Bild: Der Türmer, Titelblatt

Der Türmer

Berlin, 1.1898/99 – 45.1942/43
Monatsschrift für Gemüt und Geist

(Culture – Literature – Politics ; 21)

54,000 pages on 743 microfiches, 2006, ISBN 3-89131-475-2
Diazo (negative): EUR 3,300.– / Silver (negative): EUR: 3,960.–

«Zum Sehen geboren, zum Schauen bestellt»: this dictum of the tower watchman Lynkeus, from Goethe’s Faust II graced, for more than thirty years, the heading of Der Türmer, a monthly journal «for Mind and Spirit». Lynkeus’ saying marked the journal’s claim: Not just to superficially watch the passage of time but to observe its deep underlying connections from a high vantage point. From the very beginning the stand point of the Türmer was German-Protestant as was that of its founding editor, the writer Jeannot Emil von Grotthuß. The Baltic baron regarded Germany as the «Heart of Humanity», perceived however in its culture symptoms of decay to which he wished to draw attention: «petty class and group interests» as materialism in both its imperialist and socialist forms, as well as naturalism, the artistic expression of the socialist materialism.

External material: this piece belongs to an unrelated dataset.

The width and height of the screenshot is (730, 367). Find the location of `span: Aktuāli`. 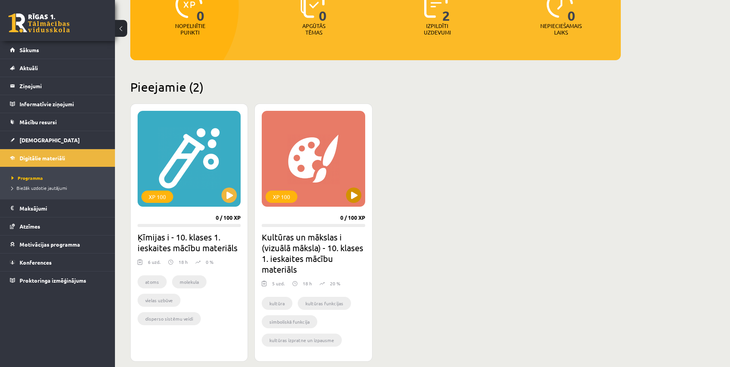

span: Aktuāli is located at coordinates (29, 68).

The Türmer countered these tendencies with a concept of culture which was close to the then developing Heimatkunst movement. Each edition began with several part literary, part essay style texts followed by the columns: «Rundschau» with short reports on science, art and technology, Türmers Tagebuch» on political and cultural questions of the day and the «Feuilleton» with essays and reviews from the areas literature, fine art and music. The journal included sheet music and art prints as inserts.

Grottfuß’s monthly quickly became highly influential and often the subjects he launched were taken up by the daily press. The Türmer’s circulation figures rose from an initial 3,000 in 1898 to 17,500 in 1913 and the journal grew to up to 180 pages an issue. This shows that the views represented by the journal spoke to a wide circle in Wilhelmine Germany.

After 1918 the journal became a bitter opponent of the Weimar party system. Up to his death in 1920, Grottfuß fought against the revisionist «stab-in-the-back legend». His successor Friedrich Lienhard, a regional artist and a native of the Alsace, was sceptical towards Prussia and so he fostered very little nostalgia for the lost Empire. However, unlike the previously by all means congenial Kunstwart, Lienhard’s Türmer advocated a cultural conservatism which in the service of the «reconstruction of Germany» sought connections to the Heimatkunst tradition and positioned itself on a foundation of irrationalism, Blut-und-Boden mysticism, Germanic Christianity and racial biology.

This development went even further under Friedrich Castelle who took over in 1929 and who wasan early member of the NSDAP. During his editorship the Türmer was combined with the Deutsche Monatshefte in its 33 rd year. Castelle also changed to the radical Berlin publisher Beenken and introduced the old German month names on the title pages. Hitler’s seizure of power was not excessively celebrated by the Türmer but was warmly greeted. And already in the issue March/Lenzing 1933 the NS publicist Johann von Leers expounded, under the title «Volcano Poland», on the threat of a Second World War issuing from Poland. By 1939 the Türmer had lost its last scruples towards the NS ideology. In 1943 the journal was absorbed by Westermanns Monatshefte.

The Türmer stands as a measure for, if not as the source of the precarious relationship to tradition which existed in Germany in the early 20th century. It demonstrates how the cultural concept of Heimatkunst from 1914 turned into the conservative revolution after 1918 which in turn flowed into the Blut-und-Boden concept of the National Socialists after 1933.